Randy, my son Joseph and I spent a great deal of productive time covering issues just like this. We walked the walls of castles, ate lunch within Conwy castle walls and enjoyed our common interest in woodworking. Key to everything as always is a willingness to consider different aspects of any problem not to see so much of what’s wrong but to see what the issues are and the find out how they can be resolved. The climax of the day was a second walking tour of Penrhyn Castle, which I will post on later.


Q

Hi Paul

I had a question on sharping for you. I want to buy diamond stones and know you recommend them over Japanese water stones but which ones do I buy? There are several out there to choose from, DMT, EZE Lap? And what about grits too?

JL

A

Firstly, I find little if any difference between EZE Lap and DMT in terms of abrasive quality. Both cut steel fast and both are good quality products I can recommend any day. They are both dead flat and I have used both for extended periods. EZE Lap seem less expensive and last well, as well as DMT. I do not have the ability to scientifically test either product so my testing is limited. That said, I think that a set of plates by either maker will last any individual woodworker for a lifetime.

One thing to remember is that even though they last, the surfaces do lose aggression through use. Therefore, I recommend EZE Lap Coarse plates because the diamond particulate is larger at 250. The other plates are the same as DMT. I have not noticed any difference in longevity, flatness or failure. The DMT Coarse plate seems too fine for restoration of damaged edges and first-level abrasion. After a few weeks of use they do change to a finer level, so you could be using something around 450-500 grit to try to achieve that fast result you want initially. Whereas, on the same basis for EZE Lap, that would translate to 350-400. As I said, this is not scientific testing at all and I can recommend both makers. I do like to restore my bevels effectively and so I think the coarser plate more valid.

DMT Extra Fine sharpening stones are 1200, Fine are 600 and Coarse 325 grit.

EZE Lap are Superfine 1200, Fine 600 and Coarse 250.


When I really need to focus and concentrate my writing efforts I do it in cafes best. Distractions somehow seem immaterial and of course once you have eaten and drunk a cup of tea you are ready to work.
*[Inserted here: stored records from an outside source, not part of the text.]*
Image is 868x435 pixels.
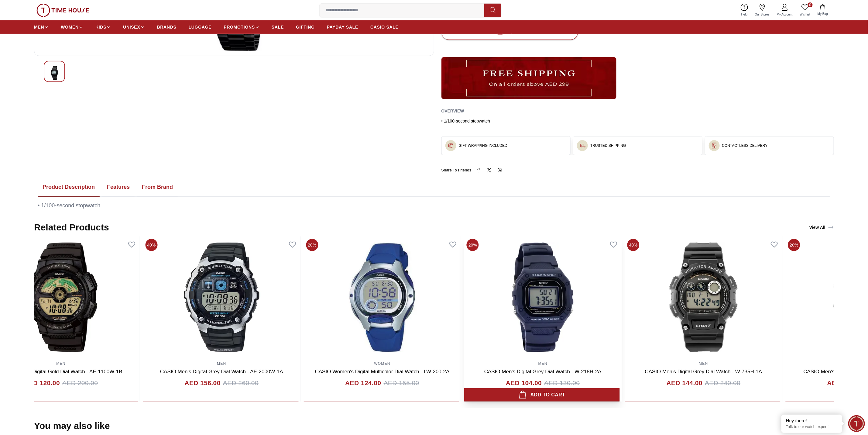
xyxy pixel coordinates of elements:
a: WOMEN [374,362,390,366]
a: CASIO Men's Digital Grey Dial Watch - W-735H-1A [645,369,762,374]
img: ... [36,4,89,17]
h3: GIFT WRAPPING INCLUDED [459,143,507,148]
a: LUGGAGE [189,22,212,33]
h4: AED 124.00 [345,378,381,388]
span: BRANDS [157,24,176,30]
span: Help [739,12,750,17]
a: SALE [272,22,284,33]
a: UNISEX [123,22,145,33]
span: 20% [306,239,318,251]
span: UNISEX [123,24,140,30]
h4: AED 104.00 [506,378,542,388]
a: CASIO Men's Digital Grey Dial Watch - W-218H-2A [484,369,601,374]
a: Help [738,2,751,18]
button: Product Description [38,178,99,197]
img: ... [448,143,454,149]
span: 20% [467,239,479,251]
a: PAYDAY SALE [327,22,358,33]
span: KIDS [95,24,106,30]
span: AED 155.00 [384,378,419,388]
a: KIDS [95,22,111,33]
a: CASIO SALE [370,22,398,33]
a: MEN [217,362,226,366]
h2: Overview [441,106,464,115]
img: CASIO Unisex Digital Grey Dial Watch - B640WB-1ADF [49,66,60,80]
a: PROMOTIONS [224,22,259,33]
span: Wishlist [797,12,813,17]
h2: You may also like [34,420,110,431]
img: ... [441,57,616,99]
img: CASIO Women's Digital Multicolor Dial Watch - LW-200-2A [304,237,461,358]
span: CASIO SALE [370,24,398,30]
h4: AED 120.00 [24,378,60,388]
img: CASIO Men's Digital Grey Dial Watch - W-735H-1A [625,237,782,358]
span: AED 260.00 [223,378,258,388]
a: 0Wishlist [796,2,814,18]
a: BRANDS [157,22,176,33]
span: LUGGAGE [189,24,212,30]
a: WOMEN [61,22,83,33]
span: My Account [774,12,795,17]
span: AED 240.00 [705,378,740,388]
a: MEN [699,362,708,366]
span: PAYDAY SALE [327,24,358,30]
button: Add to cart [464,388,619,402]
h3: CONTACTLESS DELIVERY [722,143,767,148]
a: Our Stores [751,2,773,18]
a: MEN [56,362,65,366]
span: 0 [808,2,813,7]
button: Features [102,178,135,197]
span: 40% [145,239,158,251]
h2: Related Products [34,222,109,233]
img: CASIO Men's Digital Grey Dial Watch - W-218H-2A [464,237,621,358]
div: Hey there! [786,418,838,424]
h3: TRUSTED SHIPPING [590,143,626,148]
span: MEN [34,24,44,30]
div: • 1/100-second stopwatch [38,201,830,210]
img: ... [579,143,586,149]
span: PROMOTIONS [224,24,255,30]
a: View All [808,223,835,232]
span: AED 200.00 [62,378,98,388]
h4: AED 144.00 [667,378,703,388]
a: GIFTING [296,22,315,33]
button: From Brand [137,178,178,197]
span: GIFTING [296,24,315,30]
img: CASIO Men's Digital Grey Dial Watch - AE-2000W-1A [143,237,300,358]
div: Chat Widget [848,416,865,432]
h4: AED 156.00 [184,378,220,388]
span: AED 130.00 [544,378,579,388]
div: • 1/100-second stopwatch [441,118,834,124]
div: View All [809,224,834,231]
img: ... [711,143,717,149]
h4: AED 148.00 [827,378,863,388]
span: My Bag [815,12,830,16]
div: Add to cart [518,391,566,399]
a: MEN [34,22,48,33]
a: CASIO Women's Digital Multicolor Dial Watch - LW-200-2A [315,369,450,374]
button: My Bag [814,3,832,18]
span: 20% [788,239,800,251]
a: CASIO Men's Digital Grey Dial Watch - AE-2000W-1A [160,369,283,374]
span: WOMEN [61,24,79,30]
span: Share To Friends [441,167,472,174]
span: 40% [627,239,639,251]
a: MEN [538,362,547,366]
p: Talk to our watch expert! [786,425,838,430]
span: SALE [272,24,284,30]
span: Our Stores [752,12,772,17]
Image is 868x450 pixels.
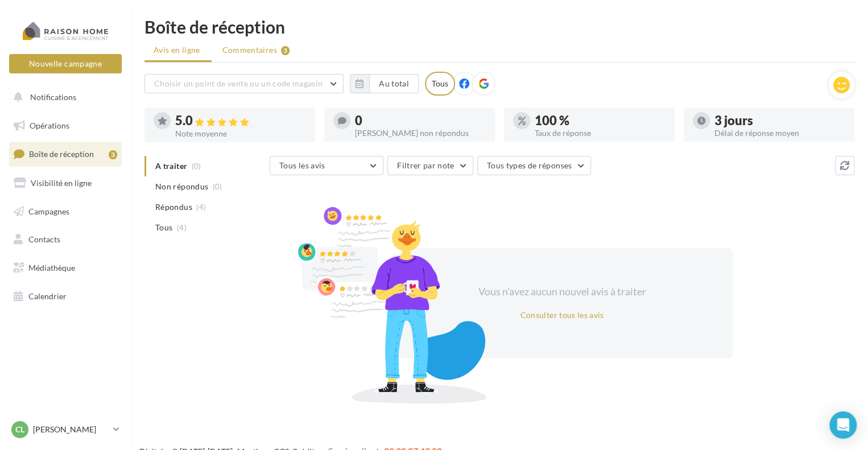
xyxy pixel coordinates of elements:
[31,178,92,187] span: Visibilité en ligne
[29,206,70,215] span: Campagnes
[6,85,120,109] button: Notifications
[714,114,845,127] div: 3 jours
[534,129,665,137] div: Taux de réponse
[223,45,277,56] span: Commentaires
[350,74,418,94] button: Au total
[270,156,383,175] button: Tous les avis
[108,150,117,160] div: 3
[369,74,418,94] button: Au total
[175,114,306,127] div: 5.0
[477,156,591,175] button: Tous types de réponses
[6,199,124,224] a: Campagnes
[281,46,289,55] div: 3
[829,411,856,439] div: Open Intercom Messenger
[30,121,70,130] span: Opérations
[388,156,473,175] button: Filtrer par note
[29,263,75,273] span: Médiathèque
[425,71,455,96] div: Tous
[516,308,607,322] button: Consulter tous les avis
[487,161,572,170] span: Tous types de réponses
[464,285,659,300] div: Vous n'avez aucun nouvel avis à traiter
[33,424,108,435] p: [PERSON_NAME]
[279,161,326,170] span: Tous les avis
[16,424,24,435] span: Cl
[154,79,323,88] span: Choisir un point de vente ou un code magasin
[9,54,121,73] button: Nouvelle campagne
[145,19,854,35] div: Boîte de réception
[6,285,124,308] a: Calendrier
[155,201,192,212] span: Répondus
[6,142,124,166] a: Boîte de réception3
[29,291,67,301] span: Calendrier
[355,129,486,137] div: [PERSON_NAME] non répondus
[177,223,186,232] span: (4)
[145,74,343,94] button: Choisir un point de vente ou un code magasin
[197,202,206,212] span: (4)
[355,114,486,127] div: 0
[155,222,172,233] span: Tous
[6,256,124,280] a: Médiathèque
[9,418,121,441] a: Cl [PERSON_NAME]
[6,227,124,251] a: Contacts
[155,181,208,192] span: Non répondus
[6,172,124,195] a: Visibilité en ligne
[30,92,76,102] span: Notifications
[29,149,94,159] span: Boîte de réception
[175,130,306,137] div: Note moyenne
[714,129,845,137] div: Délai de réponse moyen
[212,182,223,191] span: (0)
[29,235,60,244] span: Contacts
[6,114,124,137] a: Opérations
[534,114,665,127] div: 100 %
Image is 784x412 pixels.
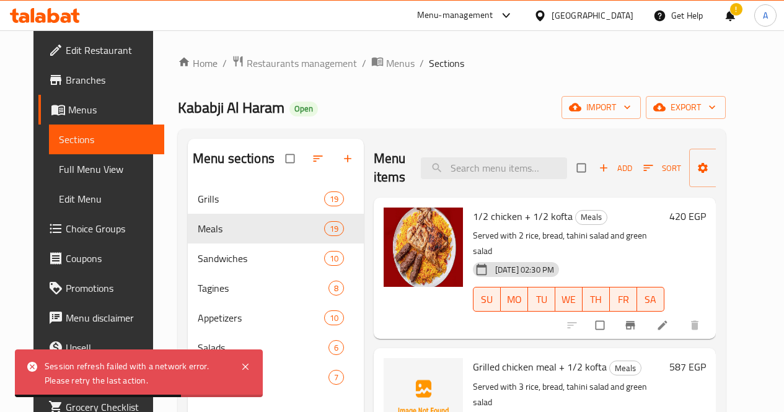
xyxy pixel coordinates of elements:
[329,342,343,354] span: 6
[490,264,559,276] span: [DATE] 02:30 PM
[325,193,343,205] span: 19
[38,65,164,95] a: Branches
[66,310,154,325] span: Menu disclaimer
[198,370,328,385] span: Beverages
[188,362,364,392] div: Beverages7
[501,287,528,312] button: MO
[689,149,777,187] button: Manage items
[560,291,577,309] span: WE
[188,179,364,397] nav: Menu sections
[59,162,154,177] span: Full Menu View
[595,159,635,178] span: Add item
[198,251,324,266] span: Sandwiches
[45,359,228,387] div: Session refresh failed with a network error. Please retry the last action.
[193,149,274,168] h2: Menu sections
[178,94,284,121] span: Kababji Al Haram
[38,333,164,362] a: Upsell
[188,214,364,243] div: Meals19
[188,333,364,362] div: Salads6
[561,96,641,119] button: import
[232,55,357,71] a: Restaurants management
[38,95,164,125] a: Menus
[669,358,706,375] h6: 587 EGP
[188,303,364,333] div: Appetizers10
[640,159,684,178] button: Sort
[473,357,607,376] span: Grilled chicken meal + 1/2 kofta
[646,96,725,119] button: export
[429,56,464,71] span: Sections
[615,291,632,309] span: FR
[329,372,343,383] span: 7
[383,208,463,287] img: 1/2 chicken + 1/2 kofta
[289,102,318,116] div: Open
[763,9,768,22] span: A
[575,210,607,225] div: Meals
[59,191,154,206] span: Edit Menu
[198,340,328,355] span: Salads
[198,221,324,236] div: Meals
[325,312,343,324] span: 10
[473,379,664,410] p: Served with 3 rice, bread, tahini salad and green salad
[188,273,364,303] div: Tagines8
[49,125,164,154] a: Sections
[247,56,357,71] span: Restaurants management
[616,312,646,339] button: Branch-specific-item
[582,287,610,312] button: TH
[328,281,344,296] div: items
[66,251,154,266] span: Coupons
[643,161,681,175] span: Sort
[421,157,567,179] input: search
[555,287,582,312] button: WE
[637,287,664,312] button: SA
[681,312,711,339] button: delete
[38,214,164,243] a: Choice Groups
[642,291,659,309] span: SA
[506,291,523,309] span: MO
[533,291,550,309] span: TU
[635,159,689,178] span: Sort items
[417,8,493,23] div: Menu-management
[334,145,364,172] button: Add section
[571,100,631,115] span: import
[610,361,641,375] span: Meals
[371,55,414,71] a: Menus
[198,310,324,325] span: Appetizers
[178,55,725,71] nav: breadcrumb
[188,184,364,214] div: Grills19
[419,56,424,71] li: /
[66,221,154,236] span: Choice Groups
[38,243,164,273] a: Coupons
[478,291,496,309] span: SU
[528,287,555,312] button: TU
[49,154,164,184] a: Full Menu View
[699,152,767,183] span: Manage items
[49,184,164,214] a: Edit Menu
[587,291,605,309] span: TH
[473,287,501,312] button: SU
[324,221,344,236] div: items
[576,210,607,224] span: Meals
[324,191,344,206] div: items
[569,156,595,180] span: Select section
[551,9,633,22] div: [GEOGRAPHIC_DATA]
[669,208,706,225] h6: 420 EGP
[324,310,344,325] div: items
[198,281,328,296] span: Tagines
[66,281,154,296] span: Promotions
[374,149,406,186] h2: Menu items
[386,56,414,71] span: Menus
[178,56,217,71] a: Home
[66,72,154,87] span: Branches
[655,100,716,115] span: export
[473,207,572,226] span: 1/2 chicken + 1/2 kofta
[598,161,632,175] span: Add
[588,313,614,337] span: Select to update
[656,319,671,331] a: Edit menu item
[198,191,324,206] div: Grills
[304,145,334,172] span: Sort sections
[610,287,637,312] button: FR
Tuning out sounds is an amazing capacity we all have. Sitting in a crowd, you can tune in and out of conversations and focus or not. That’s ow it is when you work in a workshop and you are listening to the saw or the planer the spokeshave and scraper. Sound is as critical as sight when you work with hand tools and so too the sense of smell and touch. I tune in and out of one sense into another for confirmation and exchange of informations that then helps me to evaluate action and determine outcome.

“Scones and tea are an English thing I still enjoy from time to time” I wrote in my journal. It’s a simple ritual we Brits do.